View post on Instagram
 

Linux found unexpected fame as a writer in 2018, following a wrongful arrest and incarceration in Rikers Island. Originally composed awaiting bail inside the jail, the first draft of her confessional essay, Linux TheRobot Breaks Her Silence on Being Incarcerated at Rikers Island: One Trans Woman’s Experience in Rikers’ Men’s Prison, was written on toilet paper. Once freed, Linux approached Paper editor-in-chief Justin Moran about running the essay, and it was an instant hit.

At Christian Siriano’s private party, we’re sitting behind the DJ booth as Ty Sunderland spins.
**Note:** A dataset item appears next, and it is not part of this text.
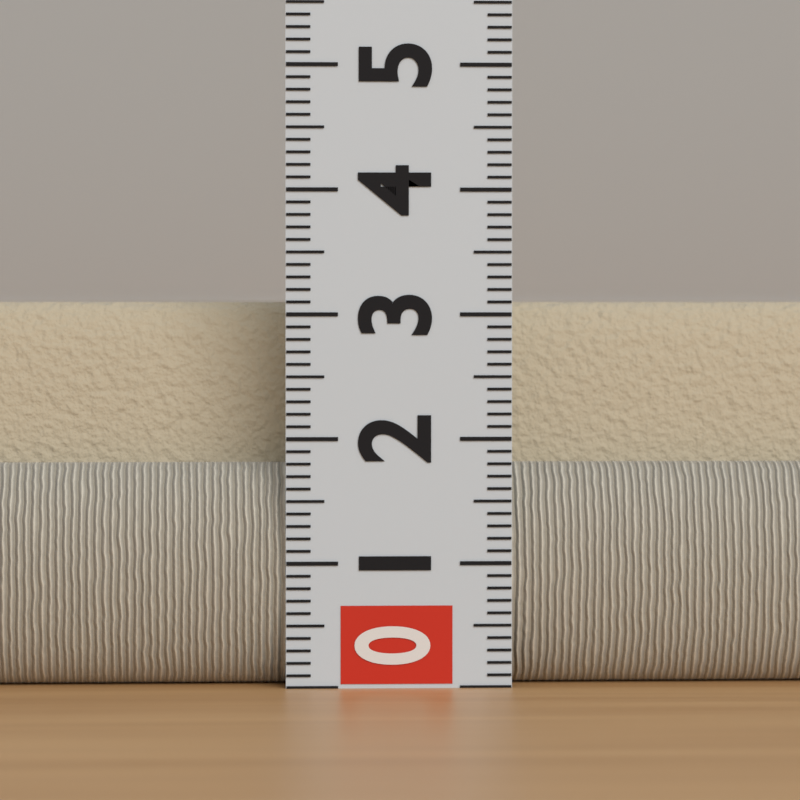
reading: 3.1 (no unit)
She emphasizes to me this shouldn’t be a story with so much negativity and baggage, but it shouldn’t be too surface either.

“I’m an it-girl, but I’m so much more than that,” Linux said.

I can’t get a reliable recording, and I write down scattered sentences as they’re coming out of her mouth.

“I wake up every day and chase my dreams even though I’m suicidal.”

I start typing her words on my phone, “There are so many people in the world that I need to heal…”

She grasps my phone and finishes the sentence.

“So it feels almost silly wasting breath talking about things like Twitter and memes and clothes.”

We’re trying to get our words into the little speaker on the iPad, holding it flat between us, and Linux’s dear friend, DJ and drag queen Aquaria of RuPaul’s Drag Race fame, swoops in and pretends to sniff from it, joking, “Can I get a line?”

Shortly, all of us are piled into an Uber XL. Linux, Ty, Aquaria, the photographer who worked on Linux’s most recent visuals for Paper Magazine, and another nice man whose name I didn’t catch. A water bottle is passed around, and we’re all discussing poor etiquette and safety we’ve recently observed in the nightlife climate. Proving Linux’s point that she tries to foster a calm and inviting space around her, we all worry out loud about people we’ve met who can’t handle their substances, and whose safety getting home each night is a concerning mystery. Outfit changes are made at the photographer’s apartment before Linux’s hosting gig at Basement. Multiple sidebars are taken where Linux’s friends tell me on and off the record about how important she is to them and how they are seriously committed to her.

Everyone loves Linux and is super vocal about it. Earlier in the night, I watch a muscular man whisper into Linux’s ear, checking in with her and looking at me. My photographing of her, and only her, put him on edge. He apparently wanted to make sure she was safe. For a girl with real-life stalkers, you never know. People have been buzzing about “Linux’s photographer,” and it clicks for him that I’m the one referenced. Outside the club as everyone is leaving, more excitement surrounds the mysterious Complex piece. Aquaria and Linux get stopped for photos and videos on the sidewalk in their Friday night finest. On the phone, I bring up Linux’s cheering section and adoring fans.

“How is that for you inside, emotionally?”

“It is kind of a ‘pinch me’ moment,” she said. “There’s eight billion people on this planet. Girl, I know it’s impossible that I am having the only original thought on Earth. So if I'm feeling down, millions are too, and I don't like feeling that way, and I also would assume as much, that other people do not like feeling that way. So how can I lift the global vibration even a little bit? You know? How can I make people no longer sad?”

For Linux, dancing is healing. A space to dance is a refuge. We all deserve to feel famous once in a while.

“I'll throw a party that's all about loving yourself, even if I don't necessarily feel that way,” Linux said. “And then the next day, I get so many messages from people being like, ‘Oh my god, thank you. I was having a really bad day, but you invited me to go dancing and changed my whole day.’ I’ve just learned that in my personal way of feeling, even in times of sadness, ‘Do unto others.’ I’m sad just like you, and the way I get over it is by going outside every day being my true self and helping other people.”

Linux, patron saint of downtown nightlife, concludes, “Girl I’m faking it all.”